Integration by parts of vector fields (divergence, gradients)

375 Views Asked by At

I have the following system of equations in 3D:

$\boldsymbol{\Delta}\mathbf{u}(\mathbf{x})-\boldsymbol{\nabla}div\mathbf{u}(\mathbf{x})=\mathbf{F}(\mathbf{x})$

I'm solving for $\mathbf{u}(\mathbf{x})$ which is a vector of the following form:

$\mathbf{u}(\mathbf{x})=[u_1(\mathbf{x}),u_2(\mathbf{x}),u_3(\mathbf{x})]^T$

I want to solve this system using the finite elements method hence I have to write it in a weak form. I multiply (dot product) both side of the equations by the field $\mathbf{v}(\mathbf{x})$ and I integrate over the volume $V$.

Now since I have a Laplacian, I will have to do integration by parts and I'm not entirely sure if what I'm doing is correct, I'm not very good in vector calculus.

First I need to understand how we got to this system of equations. The professor told us that:

$div\Big[\big(\boldsymbol{\nabla}\mathbf{u}(\mathbf{x})-\boldsymbol{\nabla}\mathbf{u}^T(\mathbf{x})\big)\Big]=\boldsymbol{\Delta}\mathbf{u}(\mathbf{x})-\boldsymbol{\nabla}div\mathbf{u}(\mathbf{x})$

I'm getting a bit confused with the difference between the gradient and the divergence of a vector.

Back to the weak form, I came up with this but I'm not sure that it's right:

$div\Big[\big(\boldsymbol{\nabla}\mathbf{u}(\mathbf{x})\mathbf{v}(\mathbf{x})\big)\Big]=\boldsymbol{\Delta}\mathbf{u}(\mathbf{x})\mathbf{v}(\mathbf{x})+\boldsymbol{\nabla}\mathbf{u}(\mathbf{x}):\boldsymbol{\nabla}\mathbf{v}(\mathbf{x})$

Is this correct? And if yes how do I do the second part with the transpose?

1

There are 1 best solutions below

0
On BEST ANSWER

In general, the divergence reduces the dimensionality, while taking the gradient increases it. Example:

$$\text{div}\boldsymbol{u} = \nabla \cdot \boldsymbol{u} = \sum_i^N \partial_i u_i \in \mathbb{R}.$$ Thus, taking the divergence of a $N$-dimensional vector gives a scalar.

Applying the gradient to a vector is usually noted as $\nabla \boldsymbol{u}^T$, since in most conventions $\nabla$ is a column-vector like operator. Then you can think of applying $\nabla$ just as in a matrix-vector multiplication: $$\nabla \boldsymbol{u}^T = \begin{pmatrix} \partial_x \\ \partial_y \\ \partial_z \end{pmatrix} \begin{pmatrix}u_1 & u_2 & u_3 \end{pmatrix} = \begin{pmatrix} \partial_x u_1 & \partial_x u_2 & \partial_x u_3 \\ \partial_y u_1 & \partial_y u_2 & \partial_y u_3 \\ \partial_z u_1 & \partial_z u_2 & \partial_z u_3 \end{pmatrix}$$ Thus, taking the gradient of a $N$-dimensional vector gives you a $N\times N$ matrix.

For the identity: This is not correct as written down, since the dimensions of the term in the brackets can never match for vector-valued quantities. It looks like a take on the vector laplacian and the cross-product rule (for $\nabla$ treated as an ordinary vector) $$\nabla \times (\nabla \times \boldsymbol{u}) = \underbrace{\nabla \cdot}_{\text{div}} \Big(\boldsymbol{u} \nabla^T - \nabla \boldsymbol{u}^T \Big)$$ However, this is also not really correct since $\nabla$ is an operator which should be applied from the left, not right. And the sign is also not right, as far as I can see.

Coming to your last point: The formular you give is almost correct, a quick check of the dimensions would have given you that the first summand has to be $$ \Delta \boldsymbol{u} \color{red} \cdot \boldsymbol{v} $$ since both

  1. LHS is a scalar by reduction of the dimensionality through $\text{div} = \nabla \cdot $ of a vector ($\nabla \boldsymbol{u}$ is a matrix, mutliplied with the vector $\boldsymbol{v}$ gives a vector).

  2. Second summand on the RHS is also scalar since the double contraction $\colon$ of the matrices $\nabla \boldsymbol{u}, \nabla \boldsymbol{v}$ is defined as $\nabla \boldsymbol{u} \colon \nabla \boldsymbol{v} = \sum_{i,j}^N u_{ij} v_{ij}$.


Description of the task.
Report back each line of the records that contains the string "divider".

Excerpted data.
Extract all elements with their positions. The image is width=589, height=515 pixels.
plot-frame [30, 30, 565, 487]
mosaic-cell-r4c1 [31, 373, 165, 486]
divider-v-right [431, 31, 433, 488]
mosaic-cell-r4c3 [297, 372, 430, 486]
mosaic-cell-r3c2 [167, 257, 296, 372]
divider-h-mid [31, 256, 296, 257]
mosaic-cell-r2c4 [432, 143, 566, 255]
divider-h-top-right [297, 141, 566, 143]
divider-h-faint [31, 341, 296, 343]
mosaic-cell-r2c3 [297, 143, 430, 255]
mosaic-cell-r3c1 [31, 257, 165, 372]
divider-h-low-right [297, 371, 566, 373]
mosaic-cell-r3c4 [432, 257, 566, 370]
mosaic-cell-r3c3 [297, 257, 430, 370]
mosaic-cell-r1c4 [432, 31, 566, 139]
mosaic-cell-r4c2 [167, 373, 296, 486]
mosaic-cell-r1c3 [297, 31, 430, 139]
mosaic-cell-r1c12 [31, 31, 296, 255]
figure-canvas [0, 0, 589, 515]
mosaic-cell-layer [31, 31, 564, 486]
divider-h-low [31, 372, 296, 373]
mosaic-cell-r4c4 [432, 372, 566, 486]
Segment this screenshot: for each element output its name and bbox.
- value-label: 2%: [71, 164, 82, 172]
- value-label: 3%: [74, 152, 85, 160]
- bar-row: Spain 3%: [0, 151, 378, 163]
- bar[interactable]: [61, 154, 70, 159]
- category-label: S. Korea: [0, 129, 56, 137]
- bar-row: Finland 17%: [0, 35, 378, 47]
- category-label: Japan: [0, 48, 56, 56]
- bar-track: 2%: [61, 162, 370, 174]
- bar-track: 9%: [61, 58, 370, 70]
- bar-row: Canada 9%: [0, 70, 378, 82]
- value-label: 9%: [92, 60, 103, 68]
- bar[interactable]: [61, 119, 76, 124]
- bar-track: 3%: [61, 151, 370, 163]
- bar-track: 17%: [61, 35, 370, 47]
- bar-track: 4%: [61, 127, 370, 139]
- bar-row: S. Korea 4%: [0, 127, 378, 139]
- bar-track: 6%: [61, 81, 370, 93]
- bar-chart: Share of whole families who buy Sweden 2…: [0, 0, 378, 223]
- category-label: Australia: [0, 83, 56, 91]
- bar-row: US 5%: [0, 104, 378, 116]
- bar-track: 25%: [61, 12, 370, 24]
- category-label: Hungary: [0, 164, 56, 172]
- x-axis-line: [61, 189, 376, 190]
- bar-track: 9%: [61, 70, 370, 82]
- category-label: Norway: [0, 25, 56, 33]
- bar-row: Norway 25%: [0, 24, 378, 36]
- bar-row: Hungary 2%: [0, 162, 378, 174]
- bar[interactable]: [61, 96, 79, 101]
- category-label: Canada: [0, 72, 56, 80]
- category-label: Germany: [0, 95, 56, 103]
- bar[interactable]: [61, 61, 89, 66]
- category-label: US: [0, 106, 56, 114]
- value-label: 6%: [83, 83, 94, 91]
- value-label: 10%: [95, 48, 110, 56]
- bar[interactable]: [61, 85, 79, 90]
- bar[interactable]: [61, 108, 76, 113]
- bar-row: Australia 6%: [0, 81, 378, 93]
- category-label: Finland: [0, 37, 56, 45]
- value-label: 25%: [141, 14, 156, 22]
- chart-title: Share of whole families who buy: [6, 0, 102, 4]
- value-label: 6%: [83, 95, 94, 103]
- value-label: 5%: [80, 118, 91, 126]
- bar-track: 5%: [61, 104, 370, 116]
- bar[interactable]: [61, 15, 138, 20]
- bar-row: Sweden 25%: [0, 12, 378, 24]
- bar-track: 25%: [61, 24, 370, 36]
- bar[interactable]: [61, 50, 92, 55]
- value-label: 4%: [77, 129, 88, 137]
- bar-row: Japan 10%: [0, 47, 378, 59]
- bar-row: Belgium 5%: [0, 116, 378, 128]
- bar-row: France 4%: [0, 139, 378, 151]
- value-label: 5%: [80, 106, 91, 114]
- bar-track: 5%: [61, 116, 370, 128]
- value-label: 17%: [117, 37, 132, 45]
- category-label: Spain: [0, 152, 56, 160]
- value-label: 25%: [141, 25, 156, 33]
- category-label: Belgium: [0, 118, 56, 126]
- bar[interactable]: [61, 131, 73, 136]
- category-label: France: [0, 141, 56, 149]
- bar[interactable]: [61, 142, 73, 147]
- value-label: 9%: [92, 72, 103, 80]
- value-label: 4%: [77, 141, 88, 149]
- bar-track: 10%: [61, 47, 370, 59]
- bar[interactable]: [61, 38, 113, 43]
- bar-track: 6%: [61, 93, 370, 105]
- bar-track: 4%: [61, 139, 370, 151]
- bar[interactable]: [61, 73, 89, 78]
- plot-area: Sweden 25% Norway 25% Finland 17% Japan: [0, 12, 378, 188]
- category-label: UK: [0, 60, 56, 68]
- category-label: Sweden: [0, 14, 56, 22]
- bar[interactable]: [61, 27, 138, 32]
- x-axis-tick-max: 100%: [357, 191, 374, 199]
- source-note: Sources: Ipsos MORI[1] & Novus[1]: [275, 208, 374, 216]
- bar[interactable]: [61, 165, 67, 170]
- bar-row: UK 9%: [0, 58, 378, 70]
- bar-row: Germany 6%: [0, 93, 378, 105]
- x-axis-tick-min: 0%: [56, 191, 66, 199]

Answer space.
divider-v-right [431, 31, 433, 488]
divider-h-mid [31, 256, 296, 257]
divider-h-top-right [297, 141, 566, 143]
divider-h-faint [31, 341, 296, 343]
divider-h-low-right [297, 371, 566, 373]
divider-h-low [31, 372, 296, 373]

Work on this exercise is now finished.